Quantcast

LEGAL NEWSLINE

Wednesday, April 24, 2024

Kansas water group gets second shot at lawsuit against president

Rosen

TOPEKA, Kan. (Legal Newsline) - The Kansas Supreme Court, in an opinion filed late last week, has remanded a case against a private corporation's elected president who is charged with neglecting a system of ditches and canals in favor of his own farm.

The Finney County Water Users Association, also referred to as FCWUA, is a private Kansas corporation originally chartered in 1930. One purpose of the corporation is to provide irrigation water by maintaining a system of ditches and canals that feed water from the Arkansas River to a series of irrigation laterals north of Garden City.

FCWUA employs a full-time "ditch rider," whose job it is to maintain the ditches and canals. The ditch rider is also responsible for directing water into the laterals for delivery to the shareholders.

Leonard Morehouse was the ditch rider from March 1998-March 2003. He was hired with the understanding that he would work a minimum of 40 hours a week. He usually worked longer hours in the summer -- as many as 100 hours in a week -- than in the winter, when he might work as few as 23 hours in a week.

The defendant in the case, Harold Knoll, was elected president of FCWUA in 1995 and has remained in office since. Knoll supervised Morehouse and gave him weekly work assignments.

In December 2001, FCWUA amended its bylaws to allow the president and other board members to employ ditch association employees privately and to require the employing board member to document any such employment.

Subsequently, witnesses disagreed on the amount of time expended and the nature of the work performed by Morehouse on both FCWUA duties and for Knoll's private enterprises.

There was disputed testimony that Morehouse worked on Knoll's farm for some 30-45 days during the summer of 2002 and was not maintaining ditches during that time.

Knoll testified that Morehouse "pitched in and helped" on his farm several times a week "after he had his full days work for the ditch company," but that he never took Morehouse away from his job duties for the ditch company to work on his farm.

Some of Morehouse's work on Knoll's farm was performed without compensation and some was compensated in labor exchange, beef and a check for $500.

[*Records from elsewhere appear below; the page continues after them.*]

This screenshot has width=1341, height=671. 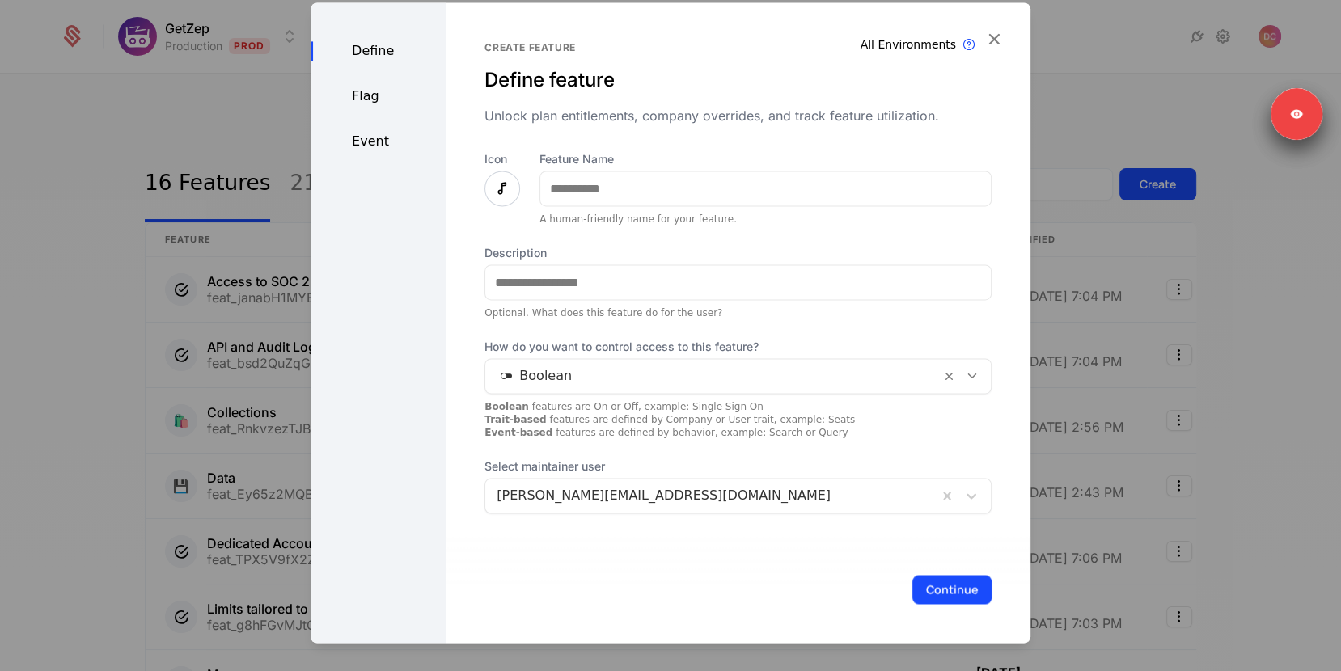 What do you see at coordinates (737, 48) in the screenshot?
I see `div: Create feature` at bounding box center [737, 48].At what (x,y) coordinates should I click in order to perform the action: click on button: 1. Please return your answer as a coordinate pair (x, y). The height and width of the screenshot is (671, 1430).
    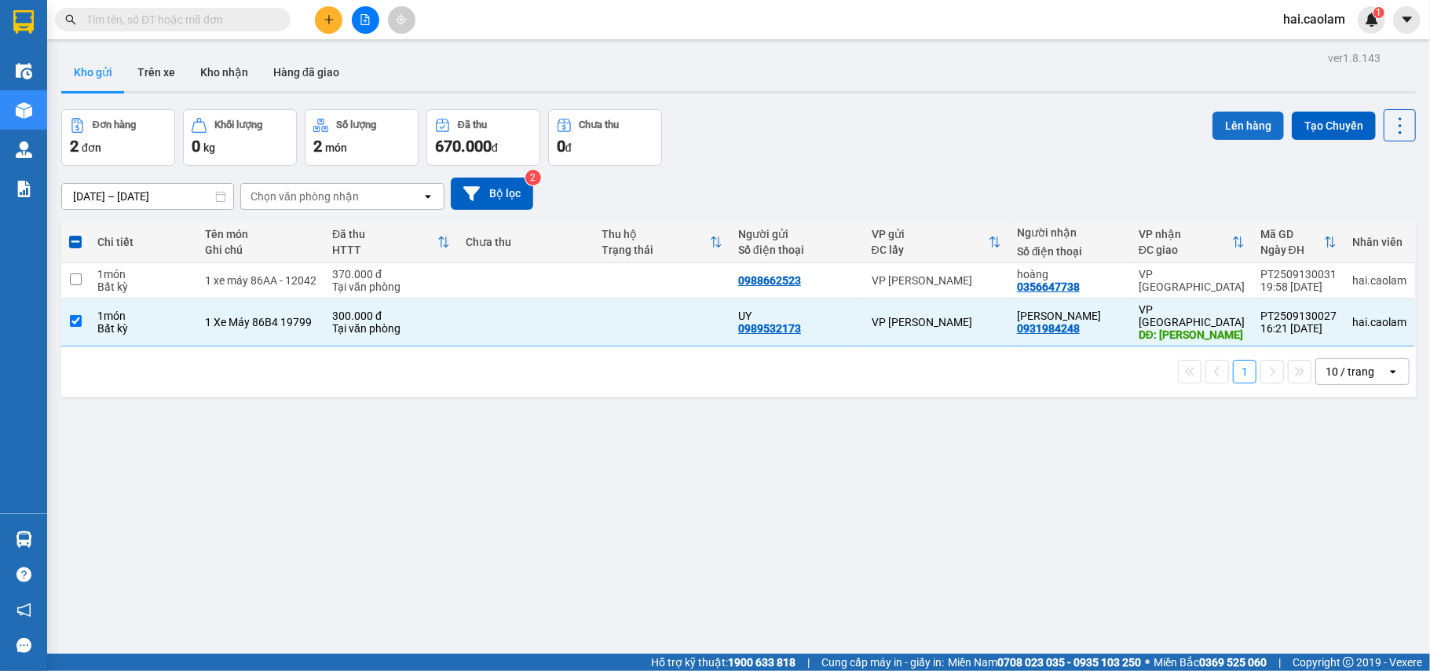
    Looking at the image, I should click on (1245, 371).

Knoll failed to keep records of the time that Morehouse devoted to working on his farm and the time that Morehouse worked on the irrigation system, and there was testimony that Knoll refused to keep such records.

There also was testimony that the plaintiffs, including the Becker family, and other shareholders experienced both flooding and lack of irrigation water because of poor canal maintenance. The plaintiffs alleged they lost crops and were forced to find other sources of irrigation water.

Then, in May 2004, the plaintiffs filed suit against Knoll, seeking damages for breach of a fiduciary duty and seeking his removal as an officer and director of the corporation.

After a bench trial, the district court judge found that the plaintiffs had failed to establish a prima facie case and had failed to demonstrate that Knoll's conduct resulted in damages to the plaintiffs.

The plaintiffs took their case to the Kansas Court of Appeals. The appeals court affirmed the resulting judgment in favor of Knoll, which found that, while the plaintiffs had succeeded in establishing a prima facie case, the factual findings by the district court nevertheless supported judgment for Knoll.

The Court, in its opinion, noted that Kansas sets a higher standard or stricter fiduciary duty for directors and officers of corporations than some jurisdictions.

"Kansas imposes a very strict fiduciary duty on officers and directors of a corporation to act in the best interests of the corporation and its stockholders," the opinion says.

The Court also noted that a director of a corporation "owes a high fiduciary duty to the other stockholders of the corporation."

"This duty of loyalty requires that the best interests of the corporation and its shareholders take precedence over any self-interest of a director, officer, or controlling shareholder that is not shared by the stockholders generally," it wrote.

Justice Eric S. Rosen, who authored the Court's opinion, wrote in the decision filed on Friday that the standards applied in both of the lower courts were "erroneous."

The judgment of the appeals court affirming the district court was affirmed in part and reversed in part, the Court ruled.

The Court also ordered the judgment of the district court reversed and the case be remanded to the district court "with instructions to reconsider its findings of fact and conclusions of law in light of
the properly allocated burden of proof."